In an awe-inspiring story out of Wilmington, NC, 24-year-old Jackie Jameson has perfected a feat of illusion, transforming a 30-minute recipe that should have been relatively straightforward into a three-hour-long recipe that endangered her life several times.
You go, Jackie! Make it hard, somehow!
“I’m not much of a chef,” Jackie told reporters, making a hilarious understatement that everyone found quite amusing. “I decided to start small with cooking, just trying a four-step pasta dish that seemed impossible to fuck up.”
Impossible for some, maybe, but no “simple” recipe was a match for The Great Zhaqueline!
Fast forward three hours and Jackie has cut four of the five fingers on her right hand significantly, squished her thumb in the garlic press, and is in a generally terrible mood.
Throughout it all, though, she has remained determined to listen to a podcast.
“Did I leave the gas stove on – unlit – for about five minutes?
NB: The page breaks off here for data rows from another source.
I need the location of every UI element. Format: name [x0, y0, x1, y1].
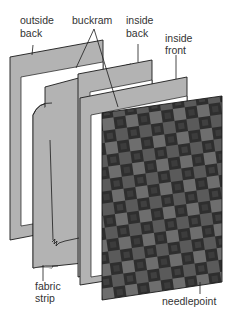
- label-needlepoint: needlepoint: [162, 295, 216, 307]
- label-inside-front-line2: front: [165, 44, 186, 56]
- label-inside-back-line2: back: [126, 27, 149, 39]
- assembly-diagram: outside back buckram inside back inside …: [0, 0, 239, 327]
- label-inside-front-line1: inside: [165, 32, 193, 44]
- label-inside-back-line1: inside: [126, 14, 154, 26]
- label-fabric-strip-line1: fabric: [35, 280, 61, 292]
- label-outside-back-line2: back: [20, 27, 43, 39]
- label-buckram: buckram: [72, 14, 113, 26]
- label-outside-back-line1: outside: [20, 14, 54, 26]
- label-fabric-strip-line2: strip: [35, 292, 55, 304]
- needlepoint-panel: [102, 96, 222, 300]
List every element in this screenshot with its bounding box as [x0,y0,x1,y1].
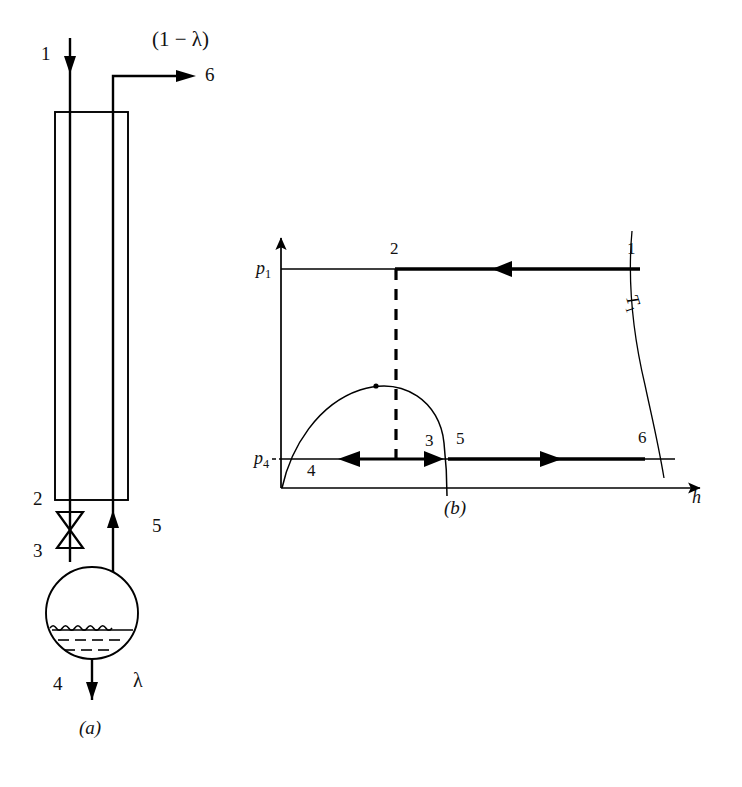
state-point-2-label: 2 [390,240,399,257]
process-1-to-2 [395,261,640,277]
state-point-4-label: 4 [307,462,316,479]
isobar-p4-symbol: p [254,448,263,468]
process-5-to-6 [448,451,645,467]
ph-axes [281,238,700,488]
state-point-3-label: 3 [425,432,434,449]
isobar-p1-symbol: p [256,258,265,278]
isobar-p4-label: p4 [254,449,269,470]
process-3-to-4-arrowhead [338,451,360,467]
state-point-6-label: 6 [638,429,647,446]
process-3-to-5-arrowhead [424,451,444,467]
isobar-p4-subscript: 4 [263,457,269,471]
panel-b-caption: (b) [444,498,466,517]
figure-root: 1 (1 − λ) 6 2 3 5 4 λ (a) [0,0,742,787]
process-3-to-4 [338,451,396,467]
process-1-to-2-arrowhead [492,261,512,277]
process-3-to-5 [396,451,444,467]
critical-point-marker [373,383,378,388]
ph-diagram-panel [0,0,742,787]
state-point-5-label: 5 [456,430,465,447]
isobar-p1-label: p1 [256,259,271,280]
isobar-p1-subscript: 1 [265,267,271,281]
x-axis-label-h: h [692,488,701,506]
state-point-1-label: 1 [627,240,636,257]
process-5-to-6-arrowhead [540,451,562,467]
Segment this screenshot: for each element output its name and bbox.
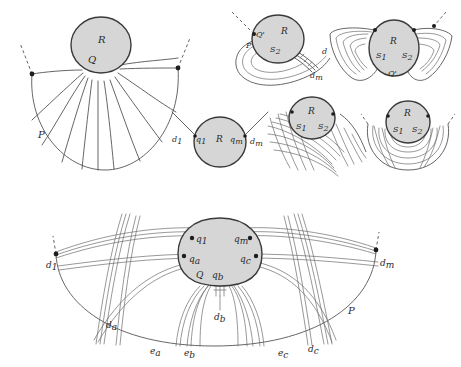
vertex-dot-qc bbox=[254, 254, 258, 258]
figure-canvas: R Q P R Q' S2 P d dm bbox=[0, 0, 461, 367]
label-P: P bbox=[245, 41, 252, 50]
label-R: R bbox=[389, 36, 397, 46]
label-d1: d1 bbox=[172, 135, 182, 146]
label-Q: Q bbox=[196, 270, 204, 280]
endpoint-dot-left bbox=[30, 72, 35, 77]
region-blob-R bbox=[369, 20, 419, 76]
label-da: da bbox=[106, 320, 117, 332]
label-d: d bbox=[322, 47, 327, 56]
vertex-dot-qa bbox=[182, 254, 186, 258]
label-P: P bbox=[37, 129, 45, 140]
label-R: R bbox=[215, 134, 223, 144]
endpoint-dot-right bbox=[412, 28, 416, 32]
label-R: R bbox=[403, 108, 411, 118]
panel-middle-right: R S1 S2 bbox=[360, 100, 458, 182]
endpoint-dot-left bbox=[373, 28, 377, 32]
panel-middle-center: R S1 S2 bbox=[266, 96, 371, 180]
label-Q-prime: Q' bbox=[388, 69, 397, 78]
vertex-dot-qm bbox=[248, 236, 252, 240]
label-dm: dm bbox=[310, 71, 323, 82]
vertex-dot-left bbox=[386, 114, 390, 118]
label-dm: dm bbox=[380, 258, 394, 270]
panel-top-middle: R Q' S2 P d dm bbox=[226, 6, 336, 98]
label-ec: ec bbox=[278, 348, 288, 360]
vertex-dot-q1 bbox=[190, 236, 194, 240]
endpoint-dot-d1 bbox=[54, 252, 59, 257]
label-dc: dc bbox=[308, 344, 319, 356]
label-Q: Q bbox=[88, 54, 96, 65]
panel-top-right: R S1 S2 Q' bbox=[330, 4, 458, 96]
label-P: P bbox=[347, 305, 355, 316]
vertex-dot-left bbox=[290, 110, 294, 114]
vertex-dot-left bbox=[193, 134, 197, 138]
vertex-dot-right bbox=[243, 134, 247, 138]
panel-middle-left: d1 q1 R qm dm bbox=[168, 104, 273, 176]
label-dm: dm bbox=[250, 137, 263, 148]
endpoint-dot-right bbox=[176, 66, 181, 71]
label-db: db bbox=[214, 312, 226, 324]
endpoint-dot bbox=[252, 32, 256, 36]
label-d1: d1 bbox=[46, 260, 58, 272]
label-ea: ea bbox=[150, 346, 161, 358]
label-R: R bbox=[97, 34, 106, 45]
panel-bottom: d1 dm q1 qm qa qc Q qb da db ea eb bbox=[44, 204, 454, 364]
label-R: R bbox=[307, 106, 315, 116]
endpoint-dot-dm bbox=[374, 248, 379, 253]
vertex-dot-right bbox=[331, 112, 335, 116]
label-Q-prime: Q' bbox=[256, 30, 265, 39]
label-R: R bbox=[280, 26, 288, 36]
region-blob-R bbox=[71, 17, 131, 73]
endpoint-dot-dashed bbox=[432, 24, 436, 28]
label-eb: eb bbox=[184, 348, 195, 360]
vertex-dot-right bbox=[426, 114, 430, 118]
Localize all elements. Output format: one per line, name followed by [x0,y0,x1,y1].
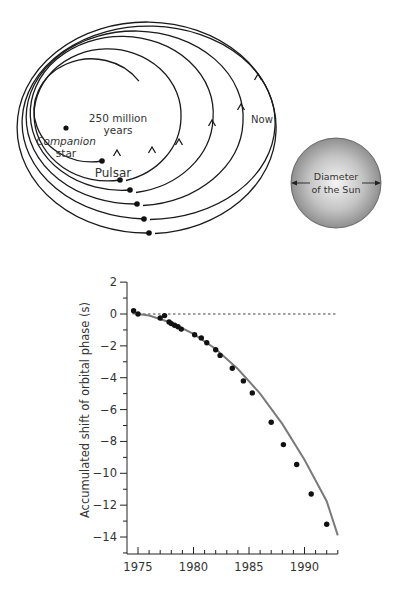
data-point [131,308,136,313]
time-label-line1: 250 million [89,112,147,124]
y-tick-label: 2 [110,275,117,289]
x-tick-label: 1980 [179,560,208,574]
y-axis: 20−2−4−6−8−10−12−14 [93,275,127,554]
orbit-diagram [17,22,276,236]
data-point [213,347,218,352]
prediction-curve [132,313,337,535]
now-label: Now [251,114,273,125]
data-point [162,313,167,318]
y-tick-label: −6 [100,403,117,417]
data-point [324,522,329,527]
companion-label-line2: star [56,147,77,159]
y-tick-label: 0 [110,307,117,321]
phase-shift-chart: 20−2−4−6−8−10−12−14 1975198019851990 Acc… [78,275,338,574]
pulsar-position-dot [146,230,152,236]
data-point [192,332,197,337]
y-tick-label: −14 [93,530,117,544]
y-axis-label: Accumulated shift of orbital phase (s) [78,302,92,518]
direction-arrow-icon [255,74,262,80]
pulsar-label: Pulsar [95,166,132,180]
gr-prediction-line [132,313,337,535]
pulsar-position-dot [99,158,105,164]
companion-star-dot [63,125,68,130]
data-point [281,442,286,447]
y-tick-label: −8 [100,434,117,448]
direction-arrow-icon [149,147,156,153]
x-tick-label: 1990 [290,560,319,574]
y-tick-label: −2 [100,339,117,353]
x-axis: 1975198019851990 [123,547,337,574]
data-point [250,390,255,395]
data-point [204,340,209,345]
observed-data-points [131,308,329,527]
pulsar-position-dot [134,201,140,207]
y-tick-label: −4 [100,371,117,385]
pulsar-figure: Companion star 250 million years Pulsar … [0,0,401,604]
data-point [199,335,204,340]
sun-label-line2: of the Sun [312,184,361,195]
data-point [309,491,314,496]
y-tick-label: −10 [93,466,117,480]
direction-arrow-icon [114,150,121,156]
time-label-line2: years [104,124,133,136]
data-point [269,420,274,425]
pulsar-position-dot [127,187,133,193]
sun-scale-reference: Diameter of the Sun [291,138,381,228]
sun-label-line1: Diameter [314,171,358,182]
companion-label-line1: Companion [36,135,96,147]
data-point [217,353,222,358]
data-point [230,366,235,371]
pulsar-position-dot [141,216,147,222]
data-point [241,378,246,383]
direction-arrow-icon [238,104,245,110]
data-point [179,326,184,331]
companion-star: Companion star [36,125,96,159]
x-tick-label: 1975 [123,560,152,574]
data-point [294,462,299,467]
x-tick-label: 1985 [234,560,263,574]
data-point [135,311,140,316]
y-tick-label: −12 [93,498,117,512]
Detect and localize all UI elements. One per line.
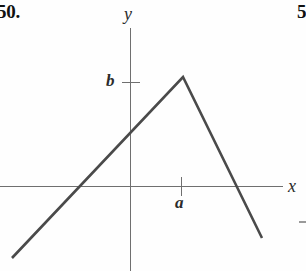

Yes,” she told reporters while searching for more medical grade gauze. “Am I feeling a bit lightheaded?” Jackie passed out before answering this question.
Yet another display of masterful showmanship and control of suspense!
“Wait, did you say Jackie is trying to make a 30-minute meal?” her best friend, Leanne Wu, asked reporters when contacted for comment. Leanne then hung up and arrived at Jackie’s door within 10 minutes, out of breath and holding a tourniquet just in case.
This isn’t the first time Jackie has managed to transform an easy cooking task into a drawn-out medical emergency.
“She once tried to make a tofu scramble and vegetable stir fry to impress a date,” Leanne recounted. “By hour four of the process, Jackie realized she’d been boiling the tofu – not frying it – and the packaging was still on, creating a noxious gas.”
Step aside, Houdini! There’s a new master magician in town!
Given that Jackie manages to make simple meals into Odyssey-like tests of will and perseverance, scientists are concerned about what would happen if she ever attempted to cook a complex dish.
“We’ve crunched the numbers,” said Dr. Phoebe DeMarks from the Culinary Institute of America. “And it seems like if Jackie ever tried to flambé, julienne, or even broil something, the results would be catastrophic.”
At press time, Jackie had given up on making her pasta dish and instead turned her eye toward reheating last night’s leftovers. Last we heard from her, she had just put the tin foil packaging in the microwave.